Charles also has chapters on miscellaneous social delusions. One discusses how people tend to see criminals as folk heroes, a trend that continues to this day. Another chapter discusses how people are very willing to believe marvelous absurdities but slow to accept newly discovered facts that are true:
Keppler, when he asserted [Galileo’s theory], could gain no bread, and little credence; but when he pretended to tell fortunes and cast nativities, the whole town flocked to him, and paid him enormous fees for his falsehood.
Charles also mentions that poor people refused to believe that the smallpox vaccine would work and dreaded that it would turn their children into cows.
Most of the book deals with Western delusions but one chapter deals with the weird Thuggee murder cult. I’d previously thought this was a militant independence movement demonised by the British authorities and that Indiana Jones film, but apparently they were real. No lava and pulling out beating hearts but plenty of strangling travelers on the road.
Summing up, here’s an oft-quoted sentence:
Men . . . go made in herds, while they only recover their senses slowly, and one by one.
Charles explains these phenomenon as a contagion, with each afflicted person socially infecting others. This is a description which holds up well today and we now have the term ‘social infection’, which is sometimes used to explain suicide clusters, transgender manias, and should probably be used to explain quite a lot more.
‘Social infection.’ Start using it. The term, that is.
Charles has less to say about why these things occur, but his snarks at Catholics and lower classes suggests that he thinks ignorance is primarily to blame. Surely an educated, middle-class Protestant Englishman wouldn’t fall for such nonsense? But then, a few cases he points out do include such proto-WASPS, which is perhaps why he only hints at the explanation rather than argues it outright.
Charles does not attempt a general theory to explain what ends a mania. Each case is different. The witch hunts seemed to go out of fashion of their own accord, with the upper classes the first to lose interest. The crusades were doomed by depleted energy – you can’t keep up a frenzy forever, plus kings were getting sick of funding it. Financial bubbles can pop all at once for reasons we still don’t understand.
Many of the delusions he mocks are still going strong.

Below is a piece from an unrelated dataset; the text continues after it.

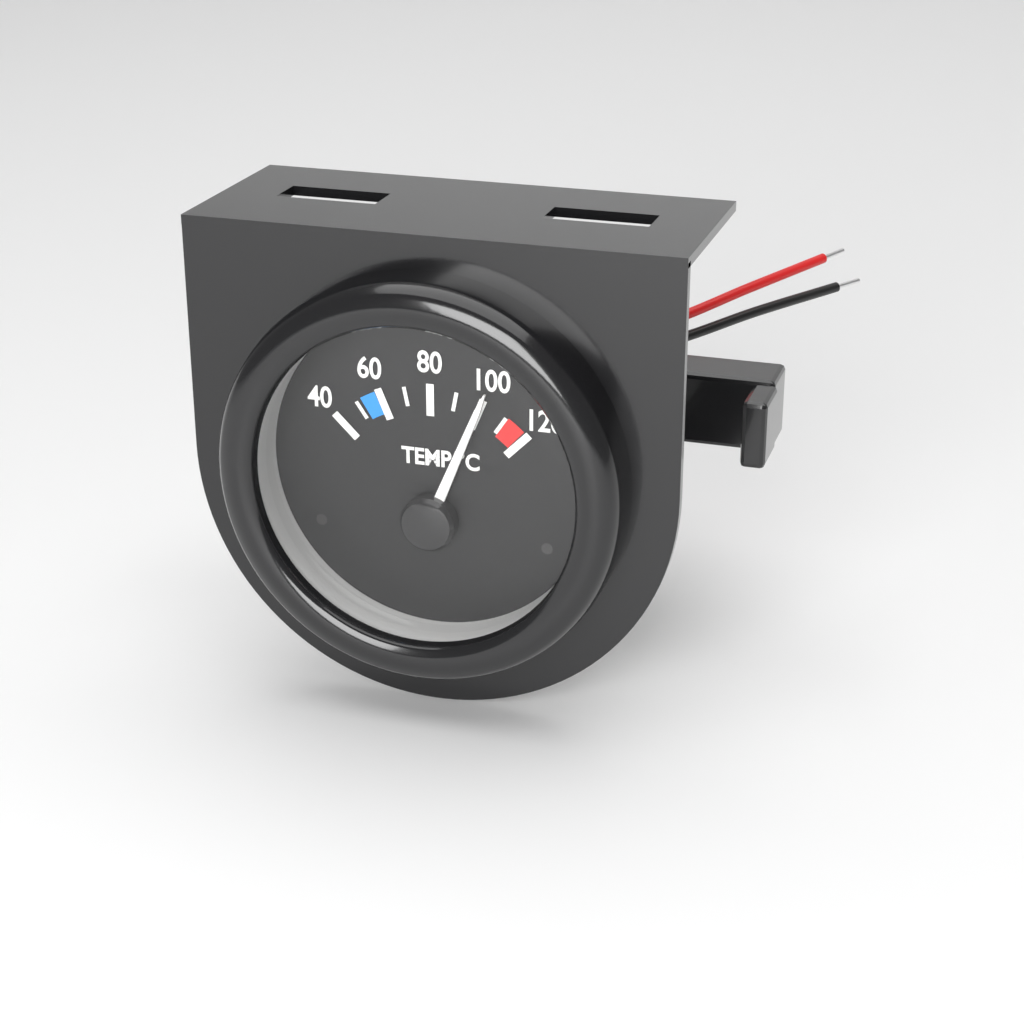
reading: 100 °C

Look up ‘haunted houses’ or ‘prophesies’ on YouTube.
One phenomenon Charles misses is the Dancing Mania, which was finally solved by keeping the dancers isolated and thus breaking the chain of infection.

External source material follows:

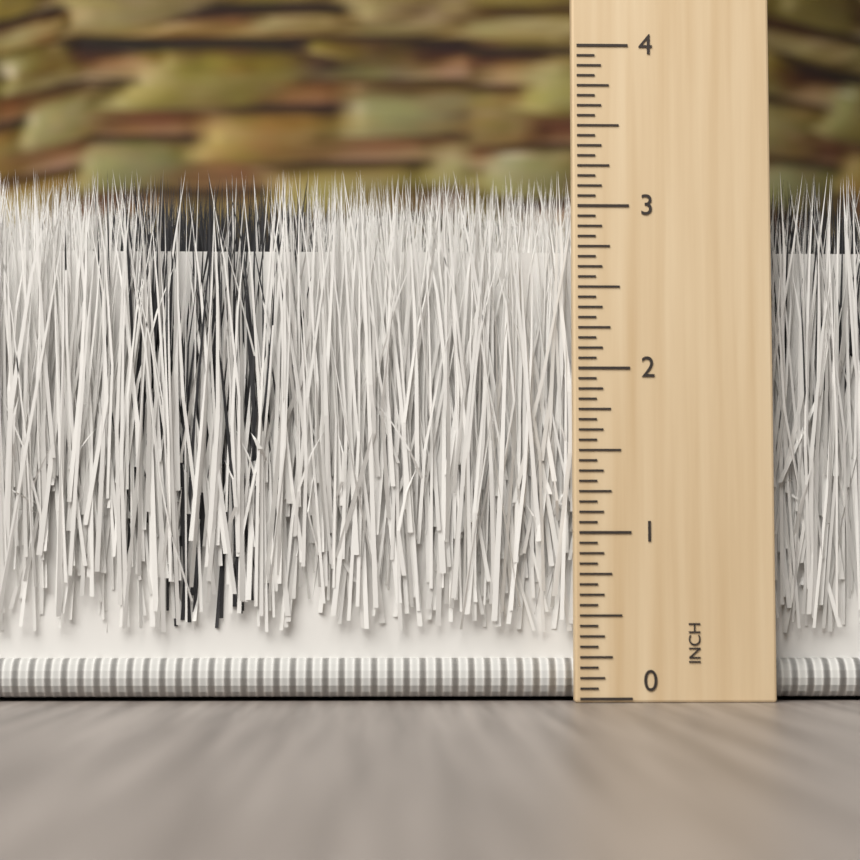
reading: 3.2500 inch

There is no magic bullet for mass hysteria. However, having read this book together with Barbara W. Tuchman’s The March of Folly, here are some layman’s suggestions:
ANYONE can be infected. If you think that you are so strong-minded that you are impervious to contagion, you are at especially high risk and indeed might be going berko about something right now.
Having identified a likely mania, break the chain of infection. If you only have the power to isolate yourself, do that. Turn off the TV. Log off social media. Read an old book – maybe Charles’ book.
Save the ones you can but do not put on your shoulders the burden of curing the whole society. These delusions can last for centuries or longer unless there is a necessary end-point like the money running out.
Stay under the radar. Maniacs who come at you will not listen to reason. That is a tautology.
Nurture a gentle skepticism about all things. It is healthy to wonder occasionally if you might be the crazy one, because the deeply insane lose such insight.
Looking back, I have been afflicted by social contagions in the past. I will likely be infected again in the future. So will you.
A humble attitude is our best protection, and our most fervent beliefs are the ones we must be most cautious about.
There will be a post investigating what ends bouts of hysteria on March 15th.